One of the most fascinating features in the study of the history of the common law as revealed in six centuries of law reports is the possibility of tracing the growth of legal thought over long periods of time; hints, suggestions, unsuccessful attempts to establish a rule or a doctrine often appear in such sources long before the innovation has received the final approbation of the courts, and so we are privileged to watch the progress of legal speculation, to overhear the debates upon new departures, and to estimate the forces which produced or obstructed some projected innovation. It is this possibility which gives such life and vividness to legal history. In many fields of thought we are mainly confined to those considered statements of results which have been deliberately left to us by philosophers, theologians, or politaical theorists, but the historian of the common law has more intimate and more human material at his disposal.

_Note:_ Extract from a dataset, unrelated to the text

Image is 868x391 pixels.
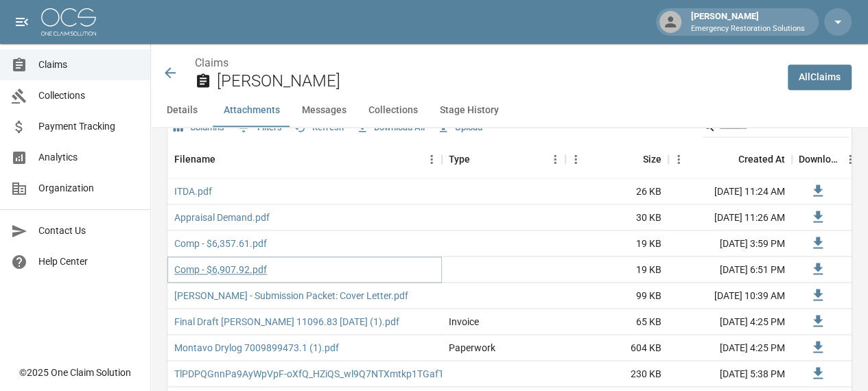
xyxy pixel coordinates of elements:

• Discusses the finding of the trial judge that under the common law the ‘relevant condition’ could not be relied upon by the sellers. The reason being the seed delivered was ‘wholly different’. (As we have already noted issue 2 (see Figure 4.14, above), the statutory issue, need only be dealt with if issue 1 (see Figure 4.13, above) is decided in favour of the sellers.) • Discusses the finding of Denning LJ in the Court of Appeal. Denning LJ thought the common law issue should be decided in favour of the sellers. He said that the wording of the condition was sufficient to cover the situation. Kerr and Oliver LJJ decided the common law issue against the sellers. • Kerr LJ’s reasoning was that the condition would only cover them for defects in the ‘correct’ named seeds. Not for delivery of the wrong seeds. • Oliver LJ’s reasoning was that the condition did not cover the breach because it only happened through the negligence of the seller. • The Court of Appeal, however, was unanimous in deciding the statutory issue against the sellers. • Lord Bridge discusses the way that Denning LJ traced the history of the court’s approach to such conditions. The conditions being ones that limit’ or totally ‘exclude’ a contractual party’s liability for any damage caused. • Lord Bridge picks out two relevant cases (Photo Production Ltd v Securicor Transport Ltd [1980] 1 All ER 101 and Ailsa Craig Fishing Co Ltd v Malvern Fishing Co Ltd [1983] 1 All ER 101) and uses these to explore the common law issue. Note that the judge is beginning to deal with cases decided previously and commenting upon them in relation to whether he is bound by the doctrine of precedent.

2012 ◽  
pp. 103-103

1979 ◽  
Vol 15 (3) ◽  
pp. 379-390
Author(s):  
Frederick Sontag

For some time it seemed as if Christianity itself required us to say that ‘God is in history’. Of course, even to speak of ‘history’ is to reveal a bias for eighteenth- and nineteenth-century forms of thought. But the justification for talking about the Christian God in this way is the doctrine of the incarnation. The centre of the Christian claim is that Jesus is God's representation in history, although we need not go all the way to a full trinitarian interpretation of the relationship between God and Jesus. Thus, the issue is not so much whether God can appear or has appeared within, or entered into, human life as it is a question of what categories we use to represent this. To what degree is God related to the sphere of human events? Whatever our answer, we need periodically to re-examine the way we speak about God to be sure the forms we use have not become misleading.